Primavera and Financial Systems
One From Venus And One From Mars
Both Primavera and the Financial Systems need each other in a projects based organisation. Primavera aims to support the needs of the Project Management community, whereas Financial Systems go to the heart of the Financial Accounting community. Confusion often occurs as there is some overlap in functionality between Primavera and Accounting software, and the two worlds often use the same words to mean different things. However, they are complimentary and organisations fair better utilising the strengths of each:
- Primavera plans the work. A Financial System records the costs.
- Primavera is used to evaluate options. A Financial System is used to control funding of projects.
- Primavera uses work, resources and dates to predict cost. A Financial System assigns cost to work, resources and financial periods
- Primavera is about the detail of performance measurement baselines and work achieved. A Financial System is about the summary of funding and costs.

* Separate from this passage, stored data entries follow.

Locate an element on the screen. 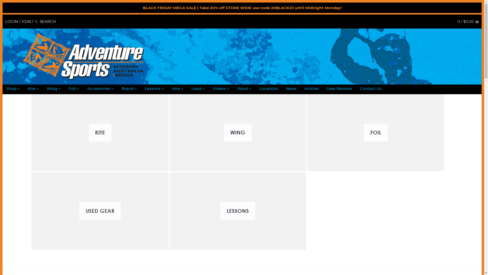  Videos is located at coordinates (219, 89).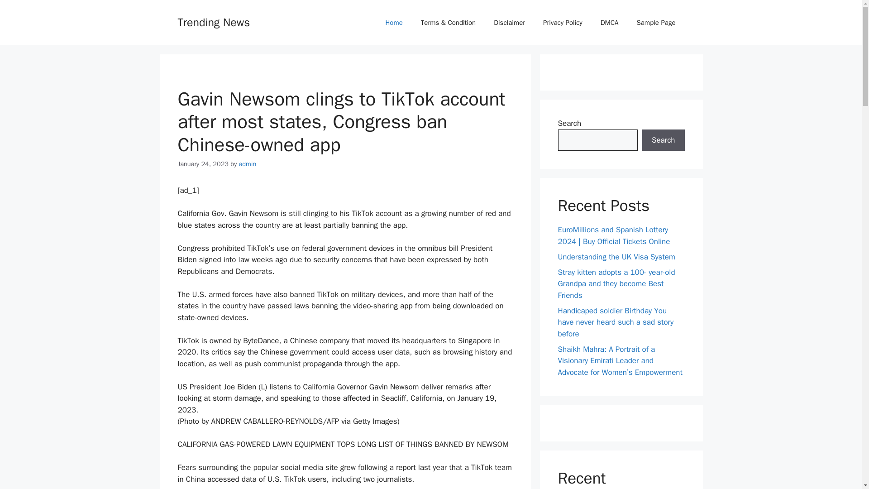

- Primavera focuses more on the future to predict what will happen, whereas a Financial System focuses more on the past and is the system of record to account for what has taken place.
- Primavera represents the view of a Project Manager and a Financial System represents the view of a Financial Accountant. The information they use and generate is passed backwards and forwards until agreement is reached.
What Matters To Primavera?
Primavera aims to support the operation of the project on a daily basis. It has to cope with evaluating options at a daily management level which is mostly way below the level at which the Financial System cares about. Sometimes the Project Manager can change the plan quite dramatically in terms of sequence and deployment of resources, but when it is rolled up to the cost collection of the Financial System, the change van be hardly noticeable. The primary focus of the Project Manager is to get the work done on time to the nearest day and within budget. It emphasises the work to be done and the likely cost of that work. Delivery performance matters.
What Matters To Financial Systems?
A Financial System is concerned with ensuring there is enough real money in the bank to pay for the projects being run. It is concerned with the actual cost of projects compared to the budget of both the project and the organisation as a whole. It has little concern for the sequence of activities and the availability of resources. The primary focus of the Financial Accountant is to get the work done within budget and on time to the nearest financial period. It emphasises the actual cost of work, the availability of funds and the controls for the release of those funds. Fund management matters.
How Can The Same Project Be So Different?
Project Alpha can finish two weeks late according to the Project Manager, but still be on time according to the Financial Accountant so long as the Actual Finish Date is in the same financial period as the Budgeted Finish Date. On the other hand Project Beta can be ahead of schedule and doing well according to the Project Manager, and as a consequence is spending over budget according to the Financial Accountant. Yet another Project Gamma could be late and over spending according to the Project Manager, but is on budget according to the Financial Accountant. Project Gamma has taken 6 months to do what was planned to be done in 3 months and has spent slightly less than the original budget for the first six months.
Needing Each Other
In a properly functioning business Primavera and Financial Systems need each other. Cost, Schedule and Technical Performance information is integrated to provide a complete picture. Information from both is required to see clearly and allow executives to adapt strategy to an ever-changing business world. Most of all, people can understand the numbers, interpret, evaluate and take action on what they are being shown.
Primavera is about working the plan and the Financial Systems are about accounting for cost. Only together can they be used to evaluate the cost of working the plan to the organisation. At that point, Executives can decide if a project is worth continuing and how it is contributing to organisational goals.
Robert S. Kaplan, who along with David Norton, developed the Balance Scorecard method, remarked “You can’t drive a car solely relying on a rearview mirror.”. A Financial System mainly looks through the rearview mirror and Primavera mainly looks through the windscreen. With the risk of sounding like a cliche, the whole is greater than the sum of the parts.